C’s claim was therefore confined to publications on D’s website from 5 September 2007 to October 2009.

C attributed to the article the meaning that there were, and at the date of publication of the article online complained of there continued to be, strong grounds to believe, or alternatively that there were reasonable grounds to suspect, that the claimant: had abused his position as a police officer with the Metropolitan Police’s Extradition Unit by corruptly accepting £20,000 in bribes from some of Russia’s most wanted suspected criminals in return for selling to them highly confidential Home Office and police intelligence about attempts to extradite them to Russia to face criminal charges;  had thereby committed an appalling breach of duty and betrayal of trust; and had thereby also committed a very serious criminal offence.
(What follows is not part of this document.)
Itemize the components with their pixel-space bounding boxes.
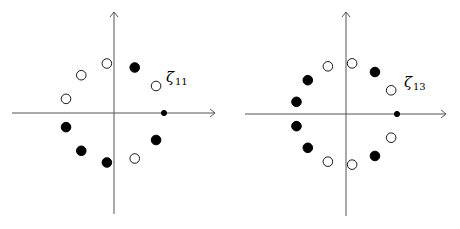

C pleaded that the allegation of commission of a very serious offence was an innuendo meaning, and pleaded in support of it that where a person who is employed to perform a public duty takes a bribe to act corruptly in discharging that duty he commits a criminal offence under common law.
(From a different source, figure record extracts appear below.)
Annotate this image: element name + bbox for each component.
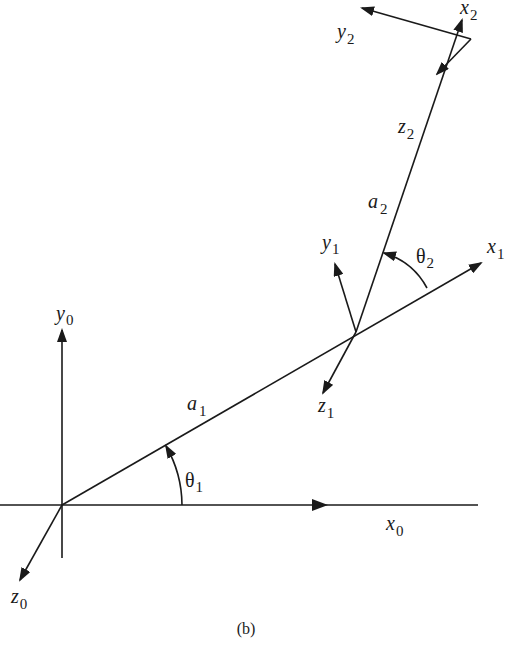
label-z2: z2 <box>397 115 414 142</box>
y1-axis <box>335 264 356 332</box>
label-x2: x2 <box>459 0 477 23</box>
frame-0 <box>0 330 478 580</box>
frame-1 <box>323 264 356 393</box>
z0-axis <box>20 505 62 580</box>
label-theta2: θ2 <box>416 245 434 271</box>
label-a1: a1 <box>187 392 207 419</box>
theta1-arc <box>166 446 182 505</box>
robot-arm-diagram: y0 x0 z0 a1 θ1 x1 y1 z1 a2 θ2 x2 y2 z2 (… <box>0 0 507 646</box>
link-1-and-x1-axis <box>62 263 481 505</box>
label-z1: z1 <box>317 394 334 421</box>
link-2-and-x2-axis <box>356 20 462 332</box>
label-x0: x0 <box>385 512 403 539</box>
figure-caption: (b) <box>237 620 256 638</box>
label-z0: z0 <box>10 585 27 612</box>
label-y0: y0 <box>54 302 73 328</box>
x0-arrow-icon <box>312 499 328 511</box>
label-theta1: θ1 <box>185 469 203 495</box>
label-x1: x1 <box>486 235 504 262</box>
z1-axis <box>323 332 356 393</box>
label-a2: a2 <box>368 190 388 217</box>
y2-axis <box>362 8 471 39</box>
label-y2: y2 <box>335 20 354 47</box>
label-y1: y1 <box>320 231 339 257</box>
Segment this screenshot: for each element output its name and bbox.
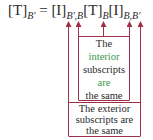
inner-line-4: are xyxy=(79,76,129,89)
exterior-annotation: The exterior subscripts are the same xyxy=(69,103,140,136)
inner-highlight: interior xyxy=(79,50,129,63)
outer-line-3: the same xyxy=(69,125,140,136)
inner-line-3: subscripts xyxy=(79,63,129,76)
inner-line-5: the same xyxy=(79,89,129,102)
outer-line-2: subscripts are xyxy=(69,114,140,125)
outer-line-1: The exterior xyxy=(69,103,140,114)
inner-line-1: The xyxy=(79,37,129,50)
interior-annotation: The interior subscripts are the same xyxy=(79,37,129,102)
D sought to justify a meaning that the claimant was the subject of an internal police investigation; and that there were grounds which objectively justified a police investigation into whether the claimant received payment in return for passing confidential information about Russia’s possible plans to extradite Russian oligarchs.

Issue

What was the meaning of the website publication during the period complained of?

a. Could the court infer the knowledge pleaded in support of the innuendo meaning?
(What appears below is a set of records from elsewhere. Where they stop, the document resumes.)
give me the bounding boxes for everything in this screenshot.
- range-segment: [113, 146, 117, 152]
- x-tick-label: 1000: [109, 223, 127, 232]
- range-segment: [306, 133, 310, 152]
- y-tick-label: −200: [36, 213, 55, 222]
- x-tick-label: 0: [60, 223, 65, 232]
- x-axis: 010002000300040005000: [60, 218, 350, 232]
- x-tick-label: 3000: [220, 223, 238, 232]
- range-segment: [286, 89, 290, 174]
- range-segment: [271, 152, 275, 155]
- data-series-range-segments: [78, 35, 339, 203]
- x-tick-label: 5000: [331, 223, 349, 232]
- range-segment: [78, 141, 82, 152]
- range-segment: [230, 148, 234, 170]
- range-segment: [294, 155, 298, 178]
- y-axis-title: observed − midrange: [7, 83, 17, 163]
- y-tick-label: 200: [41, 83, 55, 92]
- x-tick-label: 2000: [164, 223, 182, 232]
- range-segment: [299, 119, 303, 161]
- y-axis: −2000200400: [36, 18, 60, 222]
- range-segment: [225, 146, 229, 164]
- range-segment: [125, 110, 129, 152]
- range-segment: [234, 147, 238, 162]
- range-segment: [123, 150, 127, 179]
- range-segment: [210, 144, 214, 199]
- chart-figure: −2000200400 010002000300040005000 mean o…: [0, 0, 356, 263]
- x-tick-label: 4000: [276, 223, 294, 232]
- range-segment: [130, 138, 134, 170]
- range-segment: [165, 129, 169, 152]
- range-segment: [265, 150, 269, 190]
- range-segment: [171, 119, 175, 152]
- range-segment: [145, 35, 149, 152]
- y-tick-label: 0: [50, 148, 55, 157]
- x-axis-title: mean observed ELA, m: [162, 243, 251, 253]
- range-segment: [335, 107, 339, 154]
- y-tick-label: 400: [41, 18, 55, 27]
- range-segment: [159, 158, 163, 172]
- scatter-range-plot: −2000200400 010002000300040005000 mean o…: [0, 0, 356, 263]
b. What was the level of seriousness of the allegation?

c. What was the effect of the passage of time on the meaning?

Held

Accepting the higher of C’s pleaded meanings (“strong grounds to believe”):

a. Anyone reaching the archive and being sufficiently interested to read the words complained of would have known that where a person who is employed to perform a public duty takes a bribe to act corruptly in discharging that duty he commits a criminal offence.

b. The first impression given to the reader by the article was one which emphasised the allegation that a police officer in the extradition unit had taken payment from wealthy Russians for sensitive information. The repetition rule would have made this an allegation of guilt, but the effect of the article as a whole moderated this impact. The article set out the allegations and what was said to be the evidence against C, including a close friendship with a partner in the firm which had been paid substantial sums by wealthy Russians. This reference suggested grounds to suspect or believe that C had taken bribes.

c. Readers of archive material may not necessarily just treat it as historical, but also as speaking at the date on which it is being read. The addition of the warning by D did not improve the position from C’s point of view, as it did not indicate from whom the complaint had come, and it led to an inference that any more recent information about the outcome of the investigation would have been added to the article. The requirement to update the archive referred to by Lord Neuberger in the CA would be meaningless if the reasonable reader treated the material it contained as stating the position at the time of the original publication.

Comment

The decision is significant in relation to the meaning of online publications which persist after their original print versions. The principle that archive material, which is often very extensive on newspaper websites, may be treated as speaking at the date on which it is read is one which arguably creates a burden on newspapers to ensure continuing accuracy and fairness in their online content.

The requirement that newspapers update their archived articles with qualifications to reflect changing facts is well-established in relation to Reynolds privilege, following the decision in Loutchansky v Times Newspapers Ltd & Ors [2002] QB 783. This judgment indicates the importance of how such qualifications are added in terms of the meaning of online publications. Detail and specificity are important, as is the need to avoid inadvertently giving the impression that allegations have not in fact been investigated or resolved. It seems that a misleading qualification may be worse than none at all.